When William Harvey arrived in Kabul in 2010 to teach at the Afghanistan National Institute of Music, he found a school filled with students eager to learn in a country where music had once been banned. The impact that 9/11 left on the Juilliard-trained musician made him realize that he didn’t want to accept a traditional classical music career. Years earlier he had read about a young Afghan who said he had not heard music in so long that he could not imagine what it would sound like. The quote stayed with him and he decided to commit himself to cultural diplomacy. This motivated his decision to move to Afghanistan and eventually teach.
At the school, he worked closely with Dr. Ahmad Sarmast where he conducted the Afghan Youth Orchestra and helped develop a program that blended Afghan and Western musical traditions. Students came from various backgrounds, including many from disadvantaged backgrounds. Some had grown up working on Kabul’s streets before discovering music at the institute.
The work was demanding but rewarding, said Harvey, who often spent long days teaching and rehearsing with students who were eager to perform. One of them, Marjan Fedai, had once sold chewing gum on the street before enrolling at the school. She later performed on Afghan television as a violinist, an opportunity that would have been unimaginable only a few years earlier.
The students’ achievements reached international stages.
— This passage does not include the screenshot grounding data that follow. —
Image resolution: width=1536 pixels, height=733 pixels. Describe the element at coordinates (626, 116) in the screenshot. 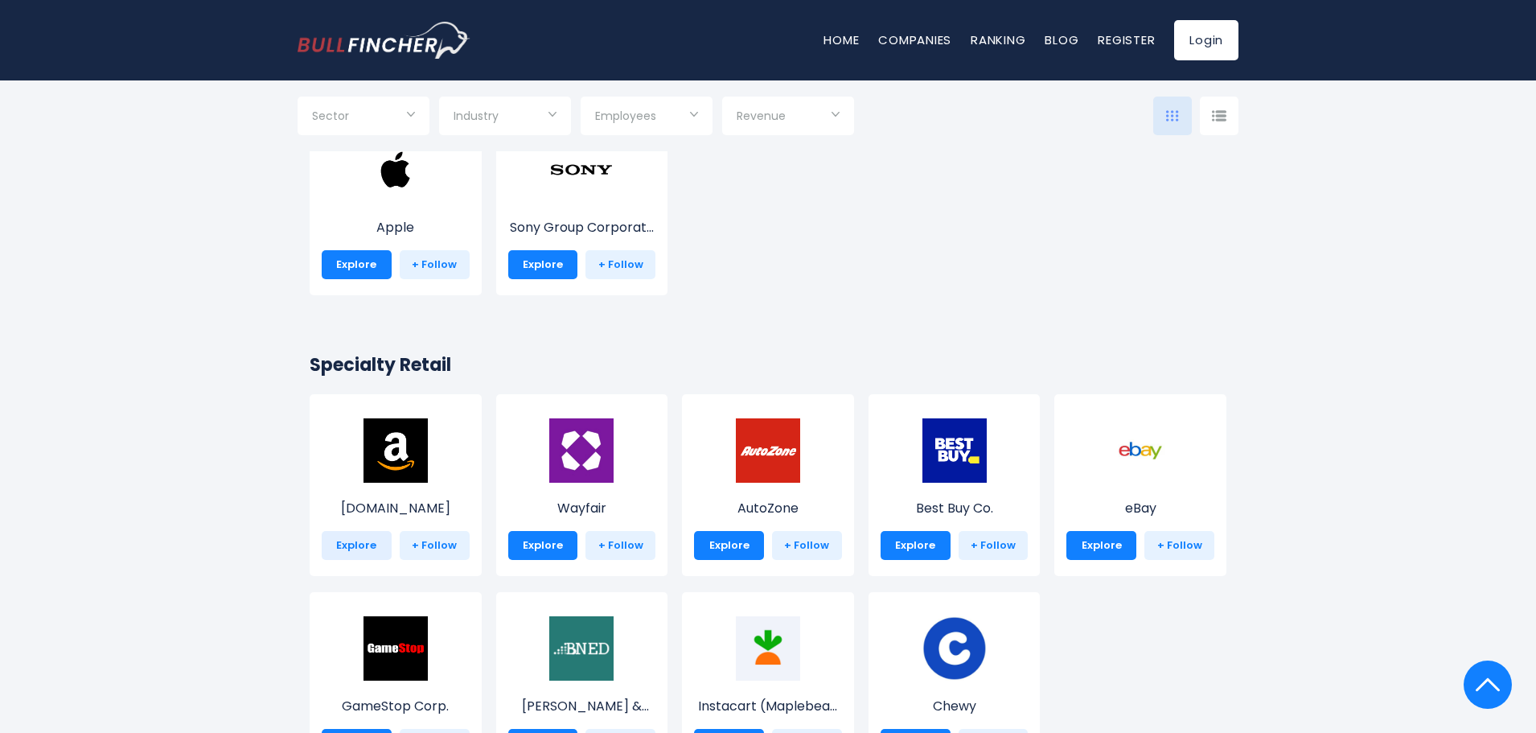

I see `span: Employees` at that location.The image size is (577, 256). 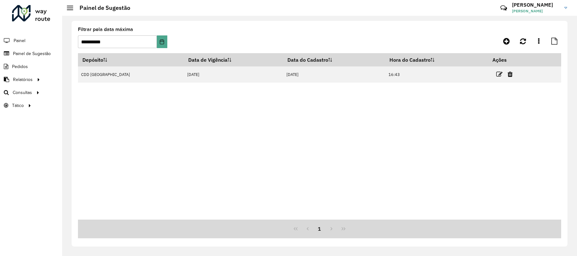 What do you see at coordinates (499, 74) in the screenshot?
I see `a: Editar` at bounding box center [499, 74].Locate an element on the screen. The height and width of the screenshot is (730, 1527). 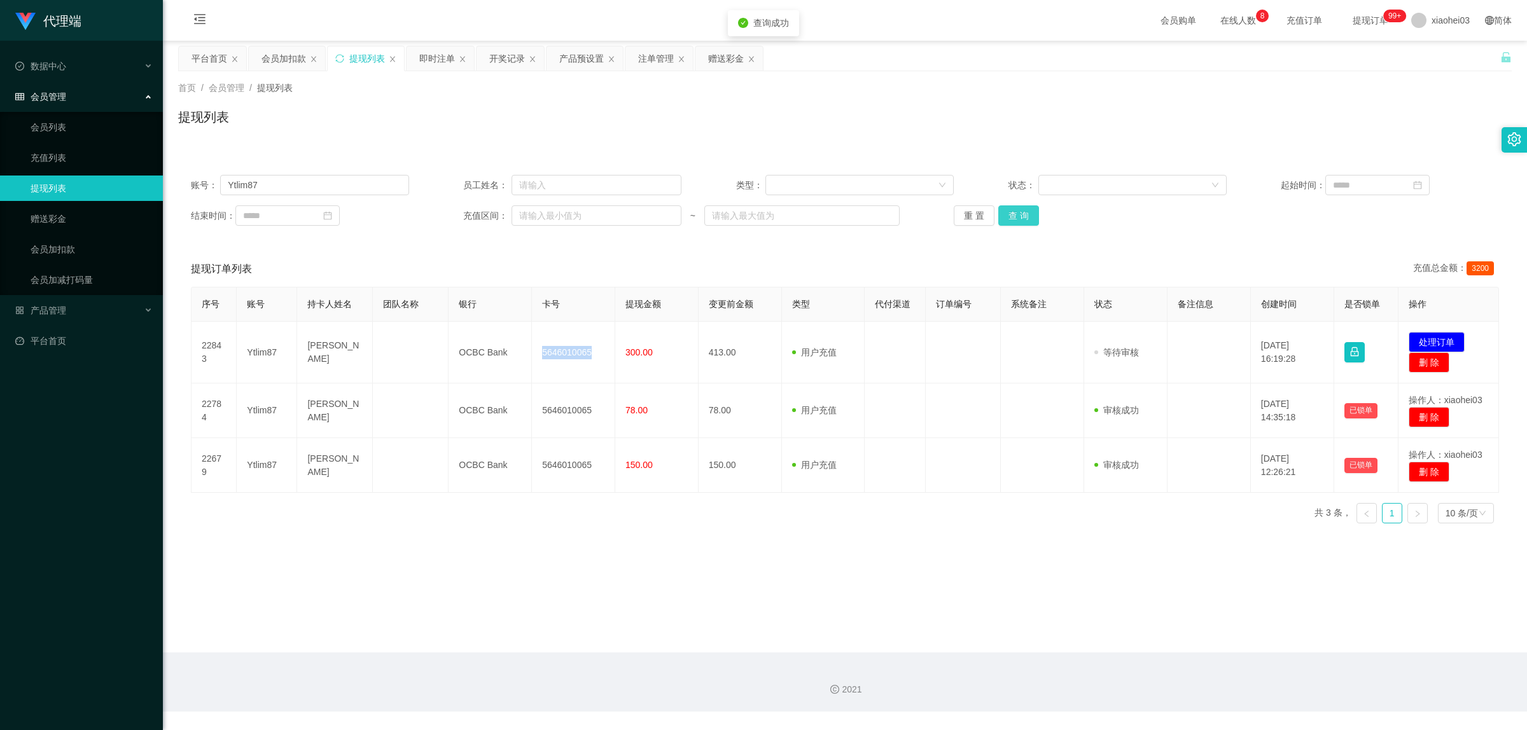
td: Ytlim87 is located at coordinates (267, 466).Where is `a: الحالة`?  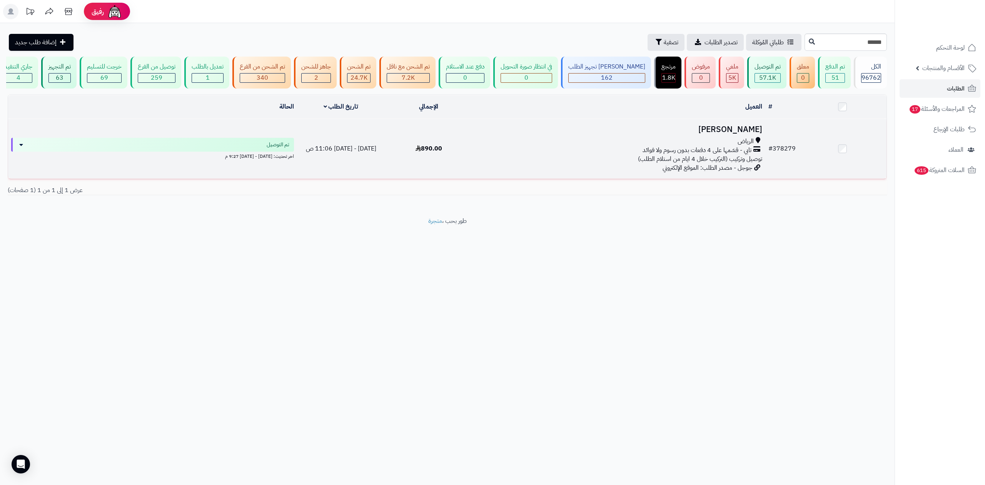 a: الحالة is located at coordinates (287, 107).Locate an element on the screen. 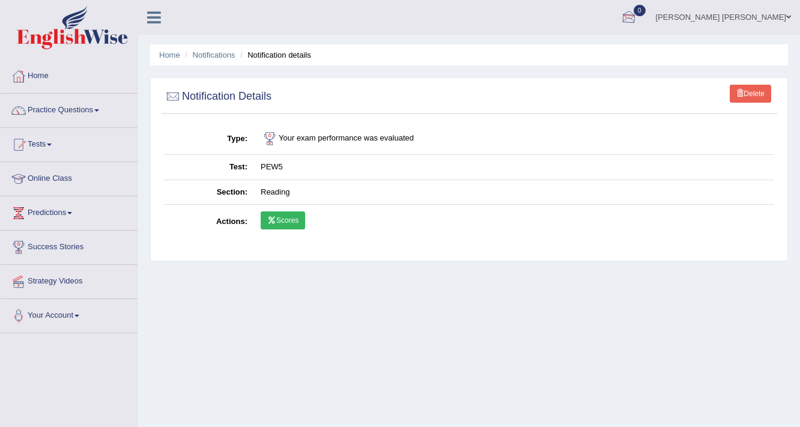 The width and height of the screenshot is (800, 427). th: Actions is located at coordinates (209, 222).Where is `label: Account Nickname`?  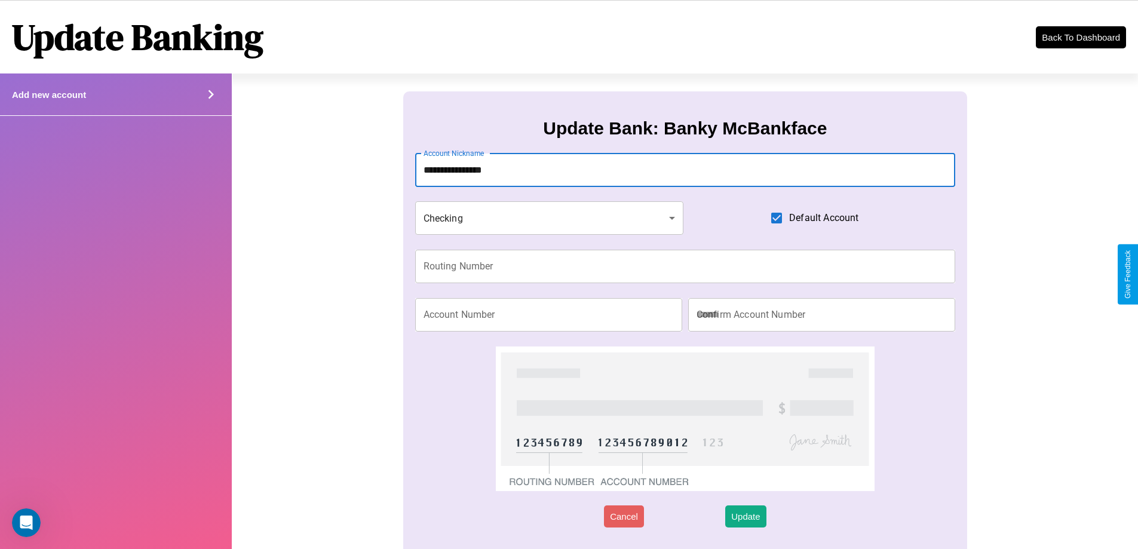
label: Account Nickname is located at coordinates (454, 153).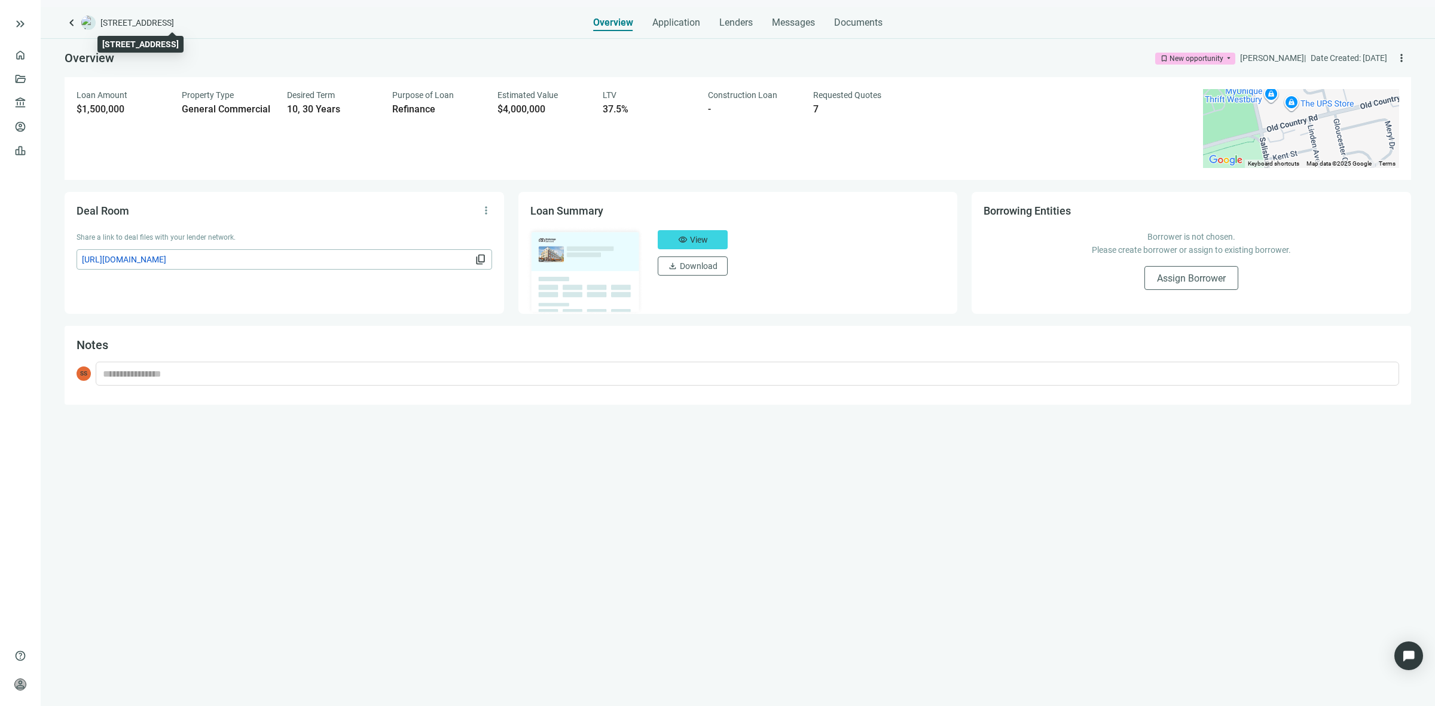 The width and height of the screenshot is (1435, 706). What do you see at coordinates (1274, 164) in the screenshot?
I see `button: Keyboard shortcuts` at bounding box center [1274, 164].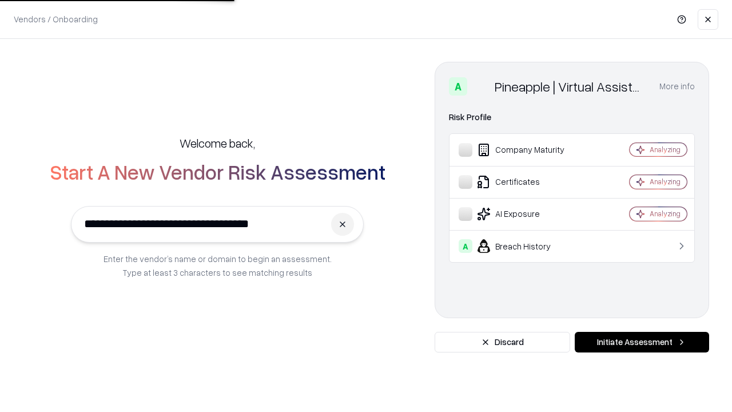 The width and height of the screenshot is (732, 412). Describe the element at coordinates (502, 342) in the screenshot. I see `button: Discard` at that location. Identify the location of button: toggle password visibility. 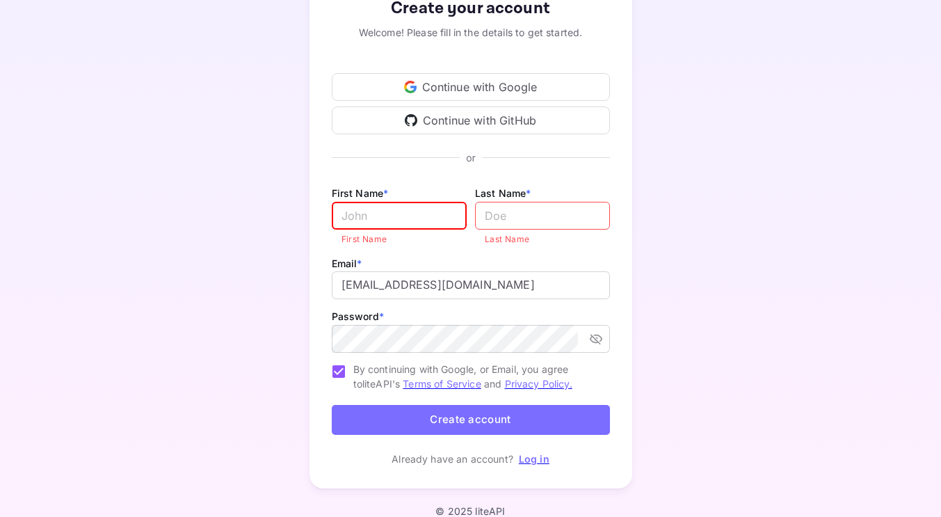
(596, 339).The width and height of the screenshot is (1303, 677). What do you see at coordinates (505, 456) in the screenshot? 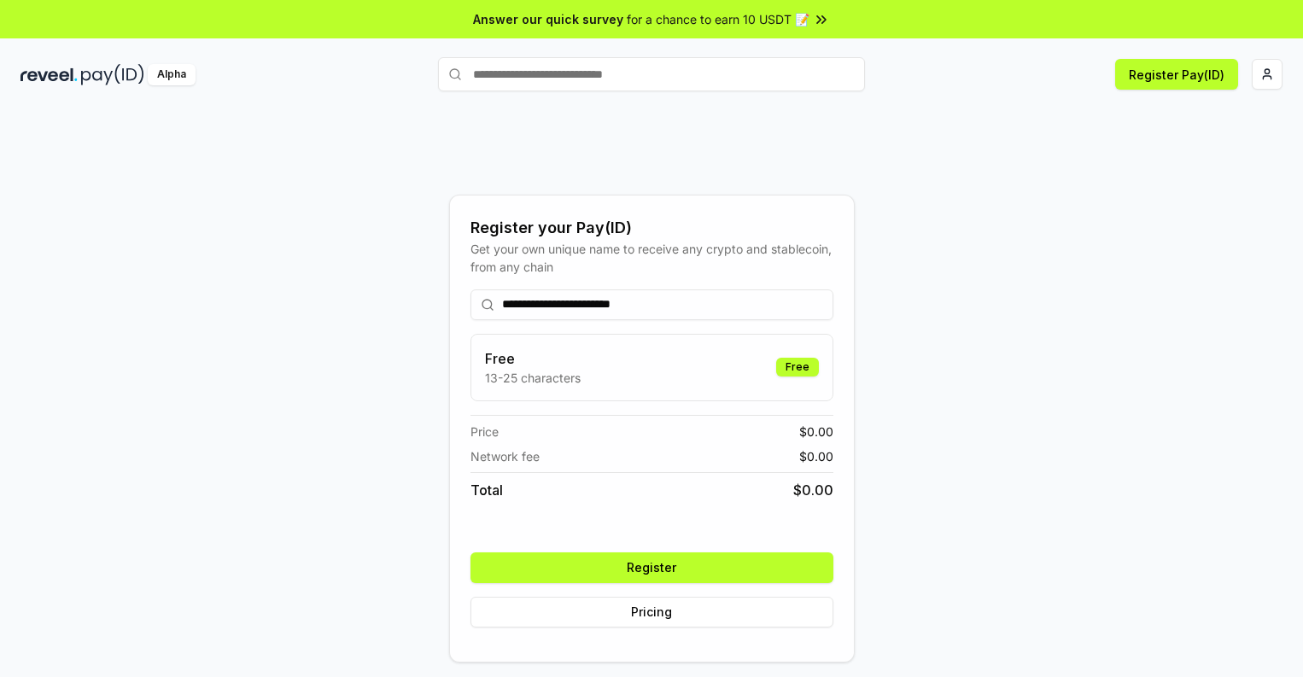
I see `span: Network fee` at bounding box center [505, 456].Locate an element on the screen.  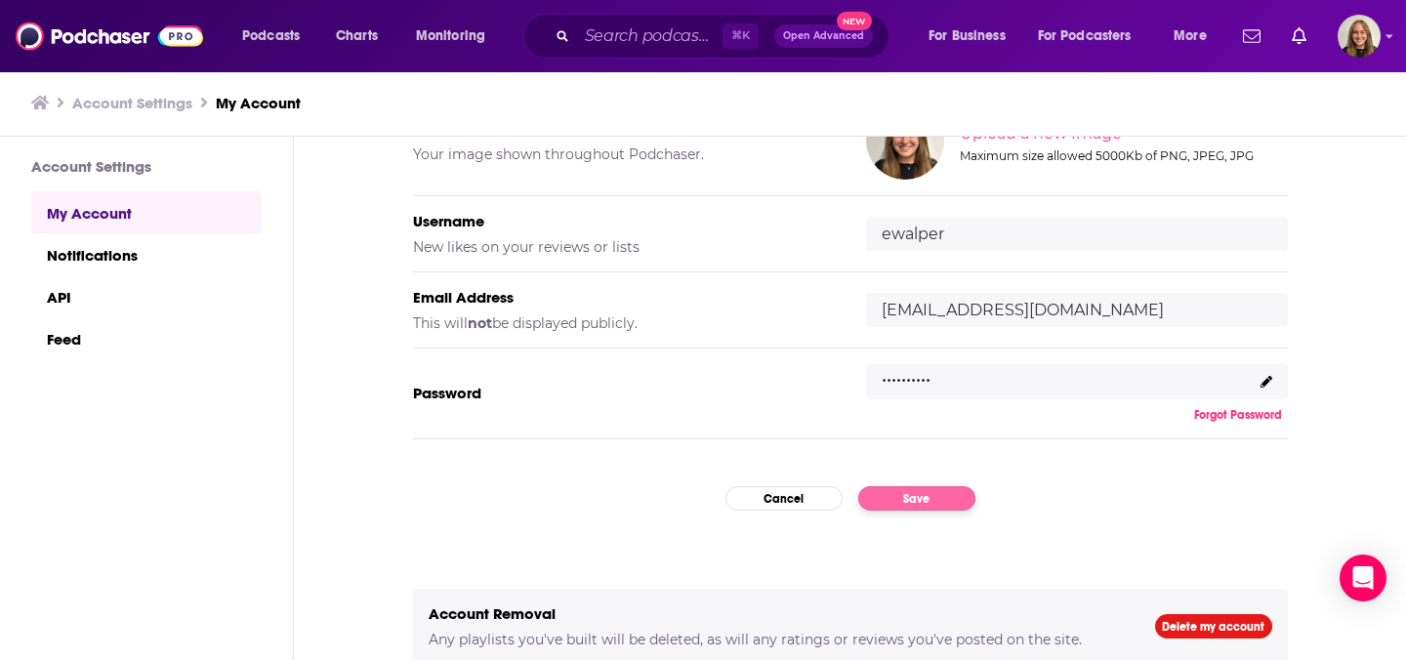
span: Charts is located at coordinates (356, 36).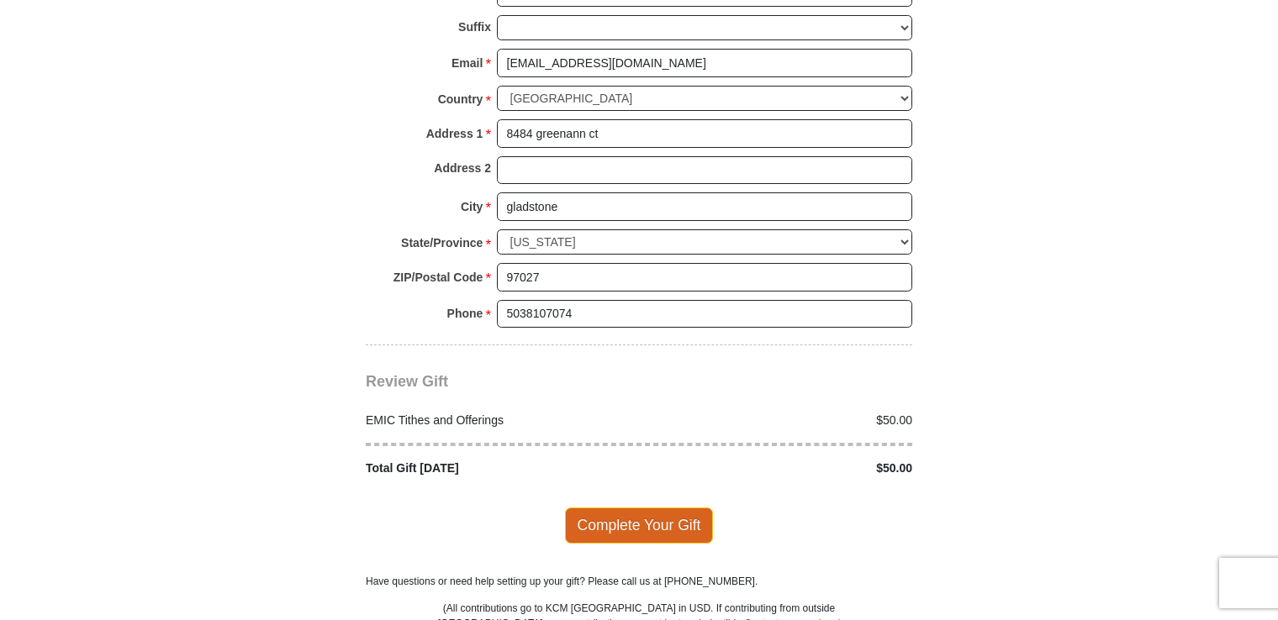 Image resolution: width=1278 pixels, height=620 pixels. What do you see at coordinates (462, 168) in the screenshot?
I see `strong: Address 2` at bounding box center [462, 168].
In 2013, the Afghan Youth Orchestra performed to a sold out audience at Carnegie Hall, a moment Harvey describes as one of the highlights of his career.
“Watching them walk onto that stage was extraordinary,” he said. “These were students who had overcome enormous obstacles just to learn music.”
Today the future of music education in Afghanistan remains uncertain. Since the Taliban returned to power in 2021 and reinstated a ban on music, the institute’s campus in Kabul has been abandoned and many of its students and teachers now live abroad. For Harvey, the loss is profound. “The damage is incalculable,” he said, reflecting on a program that once gave young musicians a place to learn and perform.